A school board may not deprive a teacher of a property right to continued employment except pursuant to constitutionally adequate procedures. "The right to due process 'is conferred, not by legislative grace, but by constitutional guarantee. While the legislature may elect not to confer a property interest in [public] employment, it may not constitutionally authorize the deprivation of such an interest, once conferred, without appropriate procedural safeguards."' Loudermill, 470 U.S. at 541 (quoting Arnett v. Kennedy, 416 U.S. 134, 167 (1974)). A teacher's legitimate claim to continued employment absent "sufficient cause," Perry v. Sindermann, 408 U.S. 593, 602-03 (1972), entitles him to a hearing "where he could be informed of the grounds for his non-retention and challenge their sufficiency." Id. at 603.

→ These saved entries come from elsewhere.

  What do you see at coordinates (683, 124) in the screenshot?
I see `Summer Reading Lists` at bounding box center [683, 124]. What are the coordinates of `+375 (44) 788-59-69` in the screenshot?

Subsection 22-10-14F provides that "[n]othing in this section or section 22-10-14.1 NMSA 1978 shall be construed as creating any statutorily created property right." Thus, the legislature has evidenced its intent not to create a property right to continued employment, and the teachers' hearing procedures thus clearly satisfy due process requirements. We note, however, that Sections 22-10-17 and 22-10-17.1 contain no similar language.

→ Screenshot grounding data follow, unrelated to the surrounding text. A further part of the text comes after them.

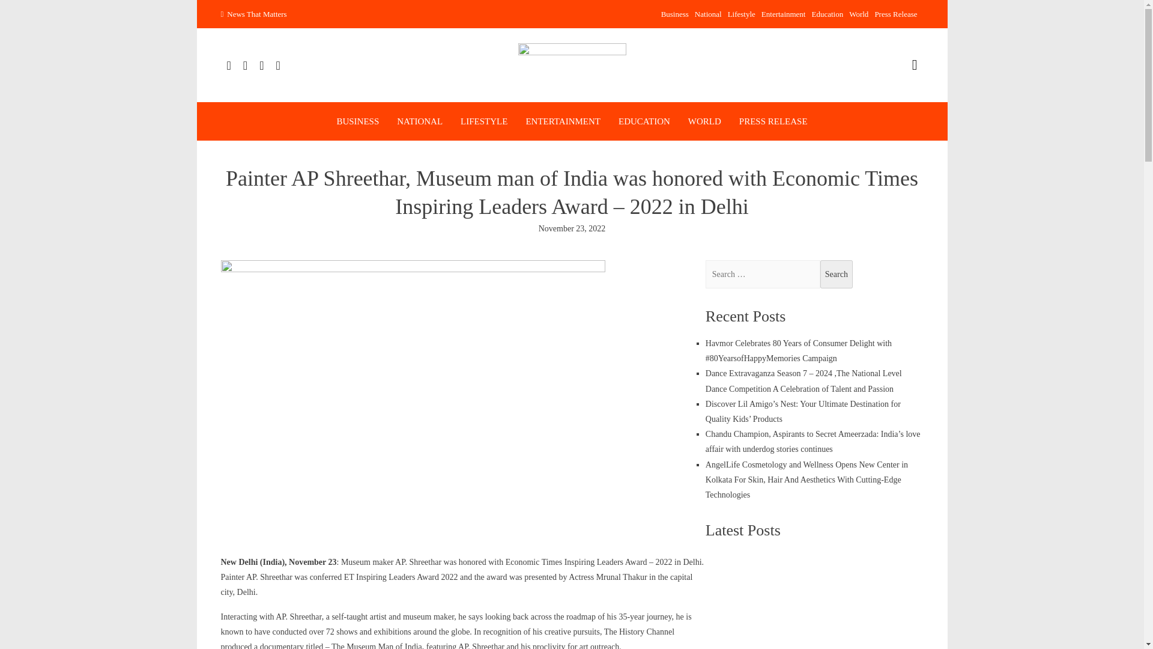 The height and width of the screenshot is (649, 1153). What do you see at coordinates (419, 121) in the screenshot?
I see `NATIONAL` at bounding box center [419, 121].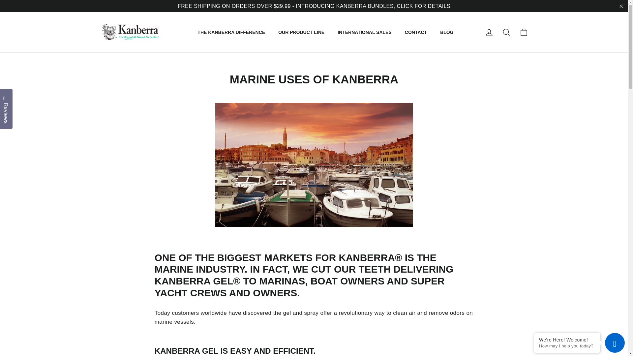 The image size is (633, 356). I want to click on SEARCH, so click(507, 32).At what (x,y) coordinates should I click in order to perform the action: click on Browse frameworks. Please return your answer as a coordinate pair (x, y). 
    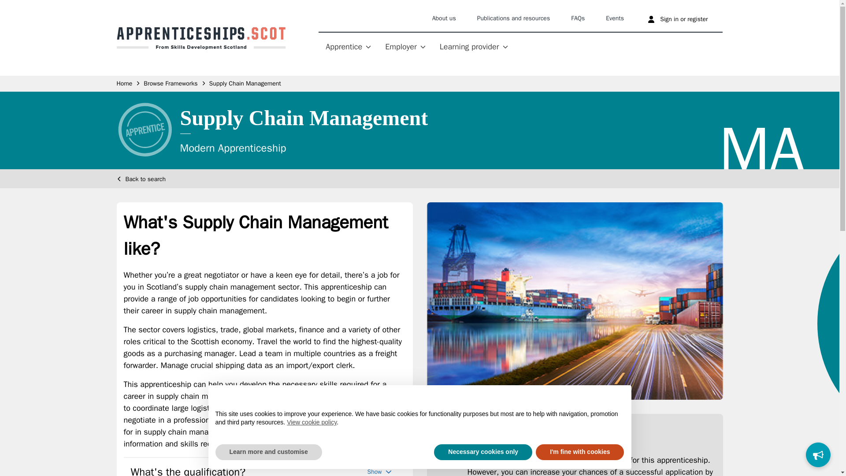
    Looking at the image, I should click on (170, 84).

Assuming, without deciding, that the hearing provisions create a property right, the hearing procedures satisfy the Supreme Court's standards for procedural due process requirements. A pre-termination opportunity to respond, coupled with a post-termination administrative hearing, provides all the process that is due. Loudermill, 470 U.S. at 547-48. A pre-termination "hearing" need not be elaborate. It serves as an "initial check against mistaken decisions"; the employee "is entitled to oral or written notice of the charges against him, an explanation of the employer's evidence, and an opportunity to present his side of the story." Id. at 545-46. And any due process requirement that there be a full adversarial evidentiary hearing is satisfied by a full post-termination hearing, where a pre-termination hearing has been provided. Id. at 546. Cf. Kelly v. Smith, 764 F.2d 1412 (11th Cir. 1985) (a discharged employee's informal meeting with the city manager after discharge was not sufficient to satisfy procedural due process requirements).

In summary, we conclude that Sections 22-10-14, 22-10-14.1, 22-10-17, 22-10-17.1 NMSA 1978 satisfy the requirements of the Due Process Clause of the Fourteenth Amendment to the Constitution of the United States.